Isaiah 3:5

3:5 The people will treat each other harshly;

men will oppose each other;

neighbors will fight.

Youths will proudly defy the elderly

and riffraff will challenge those who were once respected.

Isaiah 53:7

53:7 He was treated harshly and afflicted,

but he did not even open his mouth.

Like a lamb led to the slaughtering block,

like a sheep silent before her shearers,

he did not even open his mouth.


tn Heb “man against man, and a man against his neighbor.”

tn Heb “and those lightly esteemed those who are respected.” The verb רָהַב (rahav) does double duty in the parallelism.

tn The translation assumes the Niphal is passive; another option is take the clause (note the subject + verb pattern) as concessive and the Niphal as reflexive, “though he humbled himself.”

sn This verse emphasizes the servant’s silent submission. The comparison to a sheep does not necessarily suggest a sacrificial metaphor. Sheep were slaughtered for food as well as for sacrificial rituals, and טֶבַח (tevakh) need not refer to sacrificial slaughter (see Gen 43:16; Prov 7:22; 9:2; Jer 50:27; note also the use of the related verb in Exod 21:37; Deut 28:31; 1 Sam 25:11).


Search the data for the string "India" and gather each line it is in.
+++ Data shown +++
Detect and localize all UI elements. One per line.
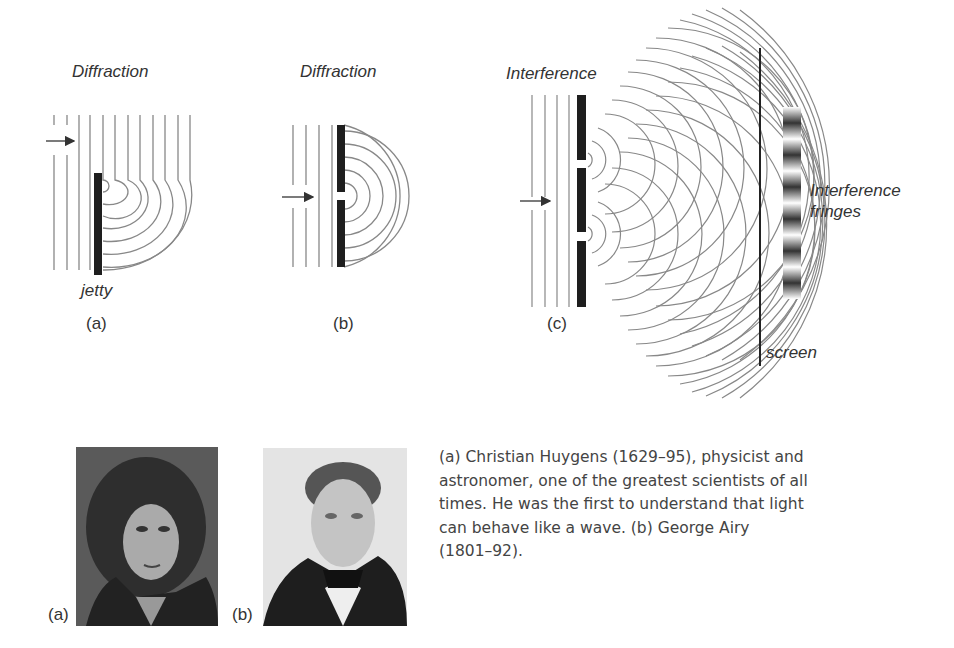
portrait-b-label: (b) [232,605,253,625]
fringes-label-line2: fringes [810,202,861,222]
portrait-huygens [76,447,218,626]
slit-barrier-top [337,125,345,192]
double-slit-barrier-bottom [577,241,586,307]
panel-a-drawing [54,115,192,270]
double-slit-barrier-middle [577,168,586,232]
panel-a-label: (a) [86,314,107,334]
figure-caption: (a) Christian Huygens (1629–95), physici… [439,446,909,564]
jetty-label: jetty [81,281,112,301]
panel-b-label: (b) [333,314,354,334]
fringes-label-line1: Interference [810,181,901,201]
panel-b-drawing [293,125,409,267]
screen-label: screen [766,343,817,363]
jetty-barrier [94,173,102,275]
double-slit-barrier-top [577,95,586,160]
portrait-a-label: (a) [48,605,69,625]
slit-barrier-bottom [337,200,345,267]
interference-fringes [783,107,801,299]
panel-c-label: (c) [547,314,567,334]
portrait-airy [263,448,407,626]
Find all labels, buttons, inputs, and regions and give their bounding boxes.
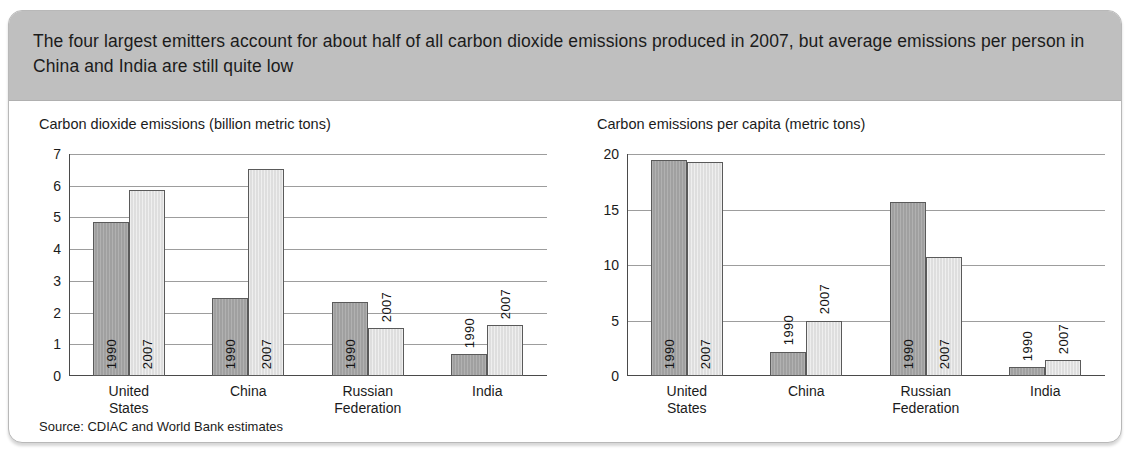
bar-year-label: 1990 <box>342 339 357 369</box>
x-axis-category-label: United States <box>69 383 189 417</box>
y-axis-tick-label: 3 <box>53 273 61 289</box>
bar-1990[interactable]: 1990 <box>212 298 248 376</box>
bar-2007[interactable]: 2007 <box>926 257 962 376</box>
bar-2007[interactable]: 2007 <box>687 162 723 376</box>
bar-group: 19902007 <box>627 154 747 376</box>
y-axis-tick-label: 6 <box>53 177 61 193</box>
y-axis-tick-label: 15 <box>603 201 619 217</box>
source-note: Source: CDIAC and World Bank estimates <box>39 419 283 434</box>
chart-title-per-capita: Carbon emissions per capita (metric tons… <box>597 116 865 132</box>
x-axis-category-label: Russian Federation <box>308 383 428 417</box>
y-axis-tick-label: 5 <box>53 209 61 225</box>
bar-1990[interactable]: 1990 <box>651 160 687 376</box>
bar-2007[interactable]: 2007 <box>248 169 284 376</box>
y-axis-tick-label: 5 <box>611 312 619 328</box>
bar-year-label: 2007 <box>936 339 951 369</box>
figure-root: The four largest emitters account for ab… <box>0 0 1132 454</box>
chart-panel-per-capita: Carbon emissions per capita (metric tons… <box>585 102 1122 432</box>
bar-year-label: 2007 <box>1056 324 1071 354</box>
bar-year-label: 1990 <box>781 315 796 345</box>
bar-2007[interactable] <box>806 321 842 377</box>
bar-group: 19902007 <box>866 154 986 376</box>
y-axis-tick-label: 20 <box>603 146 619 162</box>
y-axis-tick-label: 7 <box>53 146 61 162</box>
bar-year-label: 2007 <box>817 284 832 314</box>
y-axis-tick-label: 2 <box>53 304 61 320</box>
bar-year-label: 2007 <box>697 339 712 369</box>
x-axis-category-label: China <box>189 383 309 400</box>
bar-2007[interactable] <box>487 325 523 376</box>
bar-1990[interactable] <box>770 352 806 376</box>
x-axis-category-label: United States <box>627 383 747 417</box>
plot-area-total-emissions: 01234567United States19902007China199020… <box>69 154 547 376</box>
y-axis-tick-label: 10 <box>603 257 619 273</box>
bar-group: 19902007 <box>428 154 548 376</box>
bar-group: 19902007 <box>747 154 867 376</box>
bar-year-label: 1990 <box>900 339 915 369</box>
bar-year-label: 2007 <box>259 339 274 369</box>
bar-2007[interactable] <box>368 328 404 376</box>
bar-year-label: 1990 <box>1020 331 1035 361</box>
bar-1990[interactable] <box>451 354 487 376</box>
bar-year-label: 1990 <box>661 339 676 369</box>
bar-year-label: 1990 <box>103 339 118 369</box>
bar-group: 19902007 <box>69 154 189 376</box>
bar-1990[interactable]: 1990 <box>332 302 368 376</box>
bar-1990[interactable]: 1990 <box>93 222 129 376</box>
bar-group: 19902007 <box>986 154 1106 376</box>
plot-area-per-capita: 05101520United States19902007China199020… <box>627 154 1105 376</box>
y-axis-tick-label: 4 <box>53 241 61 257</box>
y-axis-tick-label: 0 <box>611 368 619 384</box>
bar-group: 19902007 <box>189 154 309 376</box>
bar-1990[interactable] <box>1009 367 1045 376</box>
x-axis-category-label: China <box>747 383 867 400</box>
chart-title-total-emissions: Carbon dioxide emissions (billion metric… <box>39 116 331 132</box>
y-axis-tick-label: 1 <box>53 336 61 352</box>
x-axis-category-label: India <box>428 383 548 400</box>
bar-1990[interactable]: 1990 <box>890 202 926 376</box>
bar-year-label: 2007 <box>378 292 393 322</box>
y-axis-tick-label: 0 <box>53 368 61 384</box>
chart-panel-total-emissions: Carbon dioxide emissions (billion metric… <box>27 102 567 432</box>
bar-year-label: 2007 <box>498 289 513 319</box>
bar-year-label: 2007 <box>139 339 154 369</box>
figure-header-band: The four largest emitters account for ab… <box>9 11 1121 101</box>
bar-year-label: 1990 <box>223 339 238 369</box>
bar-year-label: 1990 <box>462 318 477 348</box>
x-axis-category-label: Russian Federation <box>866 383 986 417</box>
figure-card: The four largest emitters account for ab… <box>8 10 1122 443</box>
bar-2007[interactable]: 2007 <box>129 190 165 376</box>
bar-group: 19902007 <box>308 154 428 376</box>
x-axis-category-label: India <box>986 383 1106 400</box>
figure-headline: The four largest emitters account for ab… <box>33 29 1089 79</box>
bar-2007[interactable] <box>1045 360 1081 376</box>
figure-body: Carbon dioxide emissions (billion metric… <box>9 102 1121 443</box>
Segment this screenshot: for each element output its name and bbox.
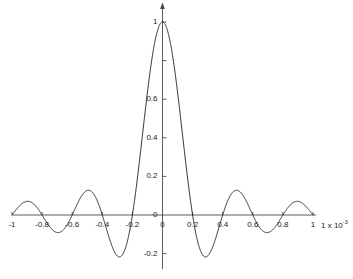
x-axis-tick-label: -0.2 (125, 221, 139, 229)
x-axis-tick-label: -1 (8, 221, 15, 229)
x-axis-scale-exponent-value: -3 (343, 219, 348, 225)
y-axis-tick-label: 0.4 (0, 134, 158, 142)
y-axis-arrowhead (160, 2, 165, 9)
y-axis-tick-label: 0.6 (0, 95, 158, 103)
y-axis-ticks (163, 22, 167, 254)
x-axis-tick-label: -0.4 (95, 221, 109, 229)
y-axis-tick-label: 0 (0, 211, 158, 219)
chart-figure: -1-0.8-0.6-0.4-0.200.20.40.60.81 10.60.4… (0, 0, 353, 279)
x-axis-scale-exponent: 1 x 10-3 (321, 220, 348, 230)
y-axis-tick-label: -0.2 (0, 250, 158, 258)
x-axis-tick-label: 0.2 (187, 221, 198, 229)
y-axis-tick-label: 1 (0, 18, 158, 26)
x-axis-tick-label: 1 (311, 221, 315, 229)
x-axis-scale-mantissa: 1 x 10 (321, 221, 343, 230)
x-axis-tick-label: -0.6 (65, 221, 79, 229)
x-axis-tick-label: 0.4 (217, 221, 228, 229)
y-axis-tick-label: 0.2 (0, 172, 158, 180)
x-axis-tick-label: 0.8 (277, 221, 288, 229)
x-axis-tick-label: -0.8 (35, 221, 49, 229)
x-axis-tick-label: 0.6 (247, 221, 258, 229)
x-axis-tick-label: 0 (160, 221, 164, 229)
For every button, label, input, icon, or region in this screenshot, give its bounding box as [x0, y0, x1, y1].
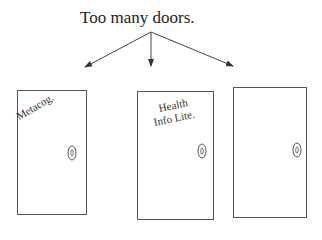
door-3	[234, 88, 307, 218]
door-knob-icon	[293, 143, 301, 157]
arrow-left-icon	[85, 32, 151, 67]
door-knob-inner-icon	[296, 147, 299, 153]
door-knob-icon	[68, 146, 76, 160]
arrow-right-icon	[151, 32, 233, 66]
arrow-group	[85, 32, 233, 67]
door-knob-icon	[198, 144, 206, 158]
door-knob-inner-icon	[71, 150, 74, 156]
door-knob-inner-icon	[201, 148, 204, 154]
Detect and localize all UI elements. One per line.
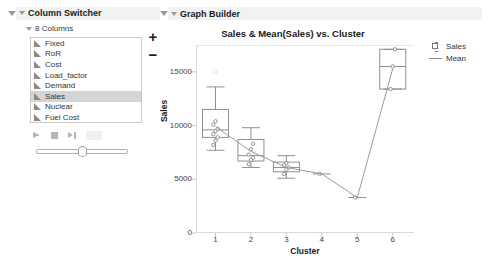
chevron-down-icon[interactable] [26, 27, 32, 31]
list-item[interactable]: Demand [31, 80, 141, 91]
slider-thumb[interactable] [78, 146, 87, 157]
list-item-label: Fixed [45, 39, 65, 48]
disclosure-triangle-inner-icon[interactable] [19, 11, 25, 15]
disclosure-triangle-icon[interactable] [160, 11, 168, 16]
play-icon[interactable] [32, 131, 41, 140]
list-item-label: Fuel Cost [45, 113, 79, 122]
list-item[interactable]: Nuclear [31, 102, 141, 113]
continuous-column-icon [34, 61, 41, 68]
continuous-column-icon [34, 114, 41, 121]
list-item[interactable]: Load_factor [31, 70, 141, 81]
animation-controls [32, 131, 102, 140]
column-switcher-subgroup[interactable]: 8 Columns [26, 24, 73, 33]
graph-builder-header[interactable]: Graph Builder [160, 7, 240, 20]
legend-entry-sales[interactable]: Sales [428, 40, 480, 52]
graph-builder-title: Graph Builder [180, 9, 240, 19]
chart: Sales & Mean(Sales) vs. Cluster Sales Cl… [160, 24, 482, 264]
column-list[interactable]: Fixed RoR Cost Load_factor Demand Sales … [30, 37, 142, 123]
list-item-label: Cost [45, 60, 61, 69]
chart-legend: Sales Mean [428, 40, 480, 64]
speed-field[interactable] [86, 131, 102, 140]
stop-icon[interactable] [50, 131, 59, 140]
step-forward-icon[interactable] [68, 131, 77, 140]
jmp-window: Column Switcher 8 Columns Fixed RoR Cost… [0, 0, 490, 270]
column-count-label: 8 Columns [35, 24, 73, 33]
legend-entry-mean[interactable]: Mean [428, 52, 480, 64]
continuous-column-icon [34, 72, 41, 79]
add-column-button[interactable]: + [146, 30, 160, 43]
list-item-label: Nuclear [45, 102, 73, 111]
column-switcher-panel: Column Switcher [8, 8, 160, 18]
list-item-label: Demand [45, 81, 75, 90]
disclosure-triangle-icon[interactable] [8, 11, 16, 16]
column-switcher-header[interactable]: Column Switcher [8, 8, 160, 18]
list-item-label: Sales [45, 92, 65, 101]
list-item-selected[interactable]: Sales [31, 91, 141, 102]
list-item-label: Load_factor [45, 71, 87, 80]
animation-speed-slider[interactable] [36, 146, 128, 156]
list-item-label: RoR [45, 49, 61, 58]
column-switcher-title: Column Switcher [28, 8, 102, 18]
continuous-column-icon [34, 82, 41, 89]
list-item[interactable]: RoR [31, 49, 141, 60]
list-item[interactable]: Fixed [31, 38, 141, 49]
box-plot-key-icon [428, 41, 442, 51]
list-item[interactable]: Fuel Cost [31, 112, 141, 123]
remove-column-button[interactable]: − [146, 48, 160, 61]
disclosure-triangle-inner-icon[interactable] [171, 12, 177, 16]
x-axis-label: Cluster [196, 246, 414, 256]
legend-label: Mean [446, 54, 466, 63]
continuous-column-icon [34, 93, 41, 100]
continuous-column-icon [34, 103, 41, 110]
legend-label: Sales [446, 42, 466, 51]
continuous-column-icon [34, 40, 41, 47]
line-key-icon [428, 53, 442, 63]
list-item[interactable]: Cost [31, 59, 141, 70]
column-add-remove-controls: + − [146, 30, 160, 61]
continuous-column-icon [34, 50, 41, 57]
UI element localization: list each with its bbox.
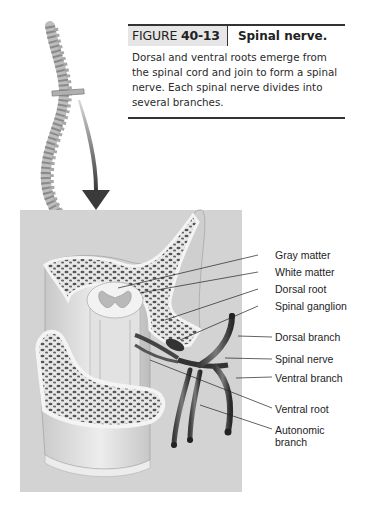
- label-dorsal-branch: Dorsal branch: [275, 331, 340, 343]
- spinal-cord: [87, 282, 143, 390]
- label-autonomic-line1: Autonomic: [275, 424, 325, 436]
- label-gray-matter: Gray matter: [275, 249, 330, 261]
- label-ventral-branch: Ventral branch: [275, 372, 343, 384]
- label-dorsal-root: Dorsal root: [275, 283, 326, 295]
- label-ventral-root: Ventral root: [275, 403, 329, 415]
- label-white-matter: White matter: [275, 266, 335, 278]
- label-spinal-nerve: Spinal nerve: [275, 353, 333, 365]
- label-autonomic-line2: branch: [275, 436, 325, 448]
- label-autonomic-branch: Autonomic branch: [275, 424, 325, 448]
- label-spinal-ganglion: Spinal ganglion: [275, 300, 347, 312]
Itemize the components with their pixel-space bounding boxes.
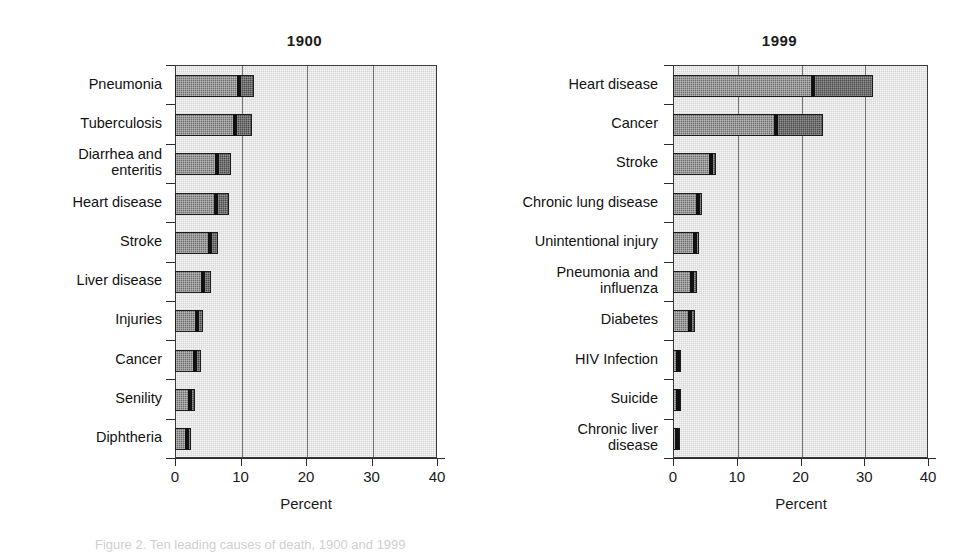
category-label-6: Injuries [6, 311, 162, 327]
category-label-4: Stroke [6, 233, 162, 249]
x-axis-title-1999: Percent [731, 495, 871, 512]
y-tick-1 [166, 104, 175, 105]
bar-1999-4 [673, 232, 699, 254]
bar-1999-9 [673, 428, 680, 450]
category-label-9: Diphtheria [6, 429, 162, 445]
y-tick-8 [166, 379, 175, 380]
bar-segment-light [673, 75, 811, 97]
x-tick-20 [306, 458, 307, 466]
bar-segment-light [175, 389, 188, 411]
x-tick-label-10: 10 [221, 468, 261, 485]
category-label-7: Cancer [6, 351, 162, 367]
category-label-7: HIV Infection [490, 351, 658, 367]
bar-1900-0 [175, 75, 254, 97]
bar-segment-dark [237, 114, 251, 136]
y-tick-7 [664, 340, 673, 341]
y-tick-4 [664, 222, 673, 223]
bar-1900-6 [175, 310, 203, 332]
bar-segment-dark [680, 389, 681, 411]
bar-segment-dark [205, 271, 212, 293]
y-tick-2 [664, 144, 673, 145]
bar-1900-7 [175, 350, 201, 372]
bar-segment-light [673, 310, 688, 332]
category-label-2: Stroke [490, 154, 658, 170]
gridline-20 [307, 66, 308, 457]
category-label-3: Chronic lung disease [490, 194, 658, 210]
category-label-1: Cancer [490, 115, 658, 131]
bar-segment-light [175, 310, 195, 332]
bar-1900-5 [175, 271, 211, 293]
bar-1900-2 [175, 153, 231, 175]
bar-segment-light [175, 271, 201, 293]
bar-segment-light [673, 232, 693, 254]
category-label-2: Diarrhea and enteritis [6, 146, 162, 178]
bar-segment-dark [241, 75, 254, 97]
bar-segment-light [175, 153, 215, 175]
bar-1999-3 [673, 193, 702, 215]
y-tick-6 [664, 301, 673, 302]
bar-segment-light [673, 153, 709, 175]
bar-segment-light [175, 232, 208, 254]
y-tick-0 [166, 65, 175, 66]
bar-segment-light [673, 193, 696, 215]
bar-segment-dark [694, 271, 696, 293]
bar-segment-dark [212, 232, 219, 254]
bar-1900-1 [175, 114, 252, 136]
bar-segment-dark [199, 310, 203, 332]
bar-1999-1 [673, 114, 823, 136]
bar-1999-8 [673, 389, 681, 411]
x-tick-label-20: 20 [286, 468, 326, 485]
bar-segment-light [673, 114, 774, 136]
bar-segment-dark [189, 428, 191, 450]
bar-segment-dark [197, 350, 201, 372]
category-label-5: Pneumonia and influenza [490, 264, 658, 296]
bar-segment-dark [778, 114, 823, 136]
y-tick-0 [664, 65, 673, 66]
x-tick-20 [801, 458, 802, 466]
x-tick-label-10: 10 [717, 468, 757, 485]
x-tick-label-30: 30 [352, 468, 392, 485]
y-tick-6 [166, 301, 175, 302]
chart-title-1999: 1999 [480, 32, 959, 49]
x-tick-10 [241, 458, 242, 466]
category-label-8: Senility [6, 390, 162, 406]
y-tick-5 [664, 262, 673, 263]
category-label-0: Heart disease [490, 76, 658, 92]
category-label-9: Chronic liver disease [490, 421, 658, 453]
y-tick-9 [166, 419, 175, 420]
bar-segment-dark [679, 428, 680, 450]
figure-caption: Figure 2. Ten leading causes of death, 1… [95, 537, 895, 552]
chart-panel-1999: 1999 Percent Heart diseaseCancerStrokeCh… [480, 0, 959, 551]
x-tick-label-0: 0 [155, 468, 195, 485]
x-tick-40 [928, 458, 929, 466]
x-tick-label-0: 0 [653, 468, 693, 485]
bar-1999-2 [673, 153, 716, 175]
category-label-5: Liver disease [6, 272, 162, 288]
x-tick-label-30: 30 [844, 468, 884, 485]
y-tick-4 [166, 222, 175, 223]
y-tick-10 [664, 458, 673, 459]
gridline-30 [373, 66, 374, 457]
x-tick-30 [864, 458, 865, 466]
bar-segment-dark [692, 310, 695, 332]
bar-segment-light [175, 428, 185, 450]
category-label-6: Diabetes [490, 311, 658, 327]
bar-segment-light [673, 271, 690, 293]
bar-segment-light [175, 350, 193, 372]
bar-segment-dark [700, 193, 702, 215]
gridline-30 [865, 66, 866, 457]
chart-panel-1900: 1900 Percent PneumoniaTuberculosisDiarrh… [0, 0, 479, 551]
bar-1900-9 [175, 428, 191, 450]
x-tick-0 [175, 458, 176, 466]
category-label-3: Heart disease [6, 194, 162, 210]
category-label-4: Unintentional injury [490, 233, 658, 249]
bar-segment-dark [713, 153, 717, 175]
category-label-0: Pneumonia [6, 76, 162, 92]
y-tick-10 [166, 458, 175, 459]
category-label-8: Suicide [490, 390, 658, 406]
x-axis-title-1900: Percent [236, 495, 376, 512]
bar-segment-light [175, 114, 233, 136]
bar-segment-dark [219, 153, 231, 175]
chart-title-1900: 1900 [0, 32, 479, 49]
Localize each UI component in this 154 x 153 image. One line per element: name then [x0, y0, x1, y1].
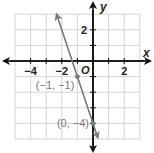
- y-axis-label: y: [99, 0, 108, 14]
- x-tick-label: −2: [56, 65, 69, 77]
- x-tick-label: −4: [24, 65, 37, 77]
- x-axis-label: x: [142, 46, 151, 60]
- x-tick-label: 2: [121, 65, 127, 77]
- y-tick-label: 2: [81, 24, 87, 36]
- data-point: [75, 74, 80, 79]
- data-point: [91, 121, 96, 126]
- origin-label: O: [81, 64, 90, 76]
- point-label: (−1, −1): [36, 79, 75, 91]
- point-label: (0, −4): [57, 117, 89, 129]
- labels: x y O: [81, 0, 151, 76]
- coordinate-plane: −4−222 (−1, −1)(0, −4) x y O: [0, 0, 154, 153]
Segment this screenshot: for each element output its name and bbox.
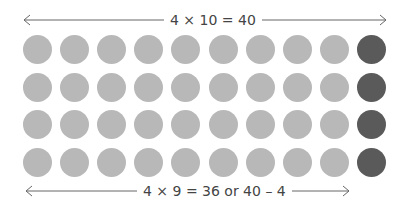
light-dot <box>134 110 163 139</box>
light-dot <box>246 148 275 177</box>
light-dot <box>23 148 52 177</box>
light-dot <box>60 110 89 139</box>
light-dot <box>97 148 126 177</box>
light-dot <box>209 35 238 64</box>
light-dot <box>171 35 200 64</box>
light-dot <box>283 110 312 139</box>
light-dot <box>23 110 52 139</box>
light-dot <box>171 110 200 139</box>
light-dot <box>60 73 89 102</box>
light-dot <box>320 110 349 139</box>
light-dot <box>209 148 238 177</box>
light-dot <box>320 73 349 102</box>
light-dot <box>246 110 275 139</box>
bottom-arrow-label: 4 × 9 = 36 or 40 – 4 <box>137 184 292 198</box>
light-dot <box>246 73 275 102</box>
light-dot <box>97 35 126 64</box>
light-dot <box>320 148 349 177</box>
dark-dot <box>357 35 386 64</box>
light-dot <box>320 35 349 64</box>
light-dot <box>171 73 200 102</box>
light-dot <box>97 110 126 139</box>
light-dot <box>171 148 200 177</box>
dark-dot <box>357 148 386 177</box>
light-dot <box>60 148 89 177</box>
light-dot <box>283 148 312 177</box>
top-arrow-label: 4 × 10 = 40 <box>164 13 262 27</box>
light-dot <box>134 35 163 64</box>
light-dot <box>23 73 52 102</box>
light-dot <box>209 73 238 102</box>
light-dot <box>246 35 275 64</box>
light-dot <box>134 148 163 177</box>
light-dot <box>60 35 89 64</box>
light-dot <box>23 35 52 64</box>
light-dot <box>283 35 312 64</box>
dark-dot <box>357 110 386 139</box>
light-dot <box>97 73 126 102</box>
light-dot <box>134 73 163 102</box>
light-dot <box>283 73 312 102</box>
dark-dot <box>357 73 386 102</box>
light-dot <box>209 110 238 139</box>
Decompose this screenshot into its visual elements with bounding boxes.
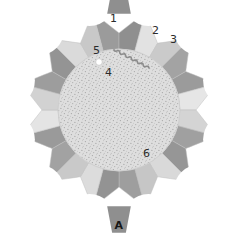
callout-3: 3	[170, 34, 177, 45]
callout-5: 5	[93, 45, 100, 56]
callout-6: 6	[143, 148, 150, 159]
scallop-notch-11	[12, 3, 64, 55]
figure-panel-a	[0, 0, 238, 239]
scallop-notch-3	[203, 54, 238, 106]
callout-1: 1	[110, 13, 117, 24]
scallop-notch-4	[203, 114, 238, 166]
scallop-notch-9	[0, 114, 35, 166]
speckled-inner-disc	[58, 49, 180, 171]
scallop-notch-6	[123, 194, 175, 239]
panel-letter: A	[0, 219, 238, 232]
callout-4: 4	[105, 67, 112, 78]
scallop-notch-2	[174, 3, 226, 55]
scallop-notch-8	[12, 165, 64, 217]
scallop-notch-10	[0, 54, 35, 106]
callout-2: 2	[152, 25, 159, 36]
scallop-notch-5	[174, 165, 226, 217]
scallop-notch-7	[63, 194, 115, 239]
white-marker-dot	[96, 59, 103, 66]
+++
▶ Reply:
x-axis-category-label: India <box>428 383 548 400</box>
x-axis-category-label: India <box>986 383 1106 400</box>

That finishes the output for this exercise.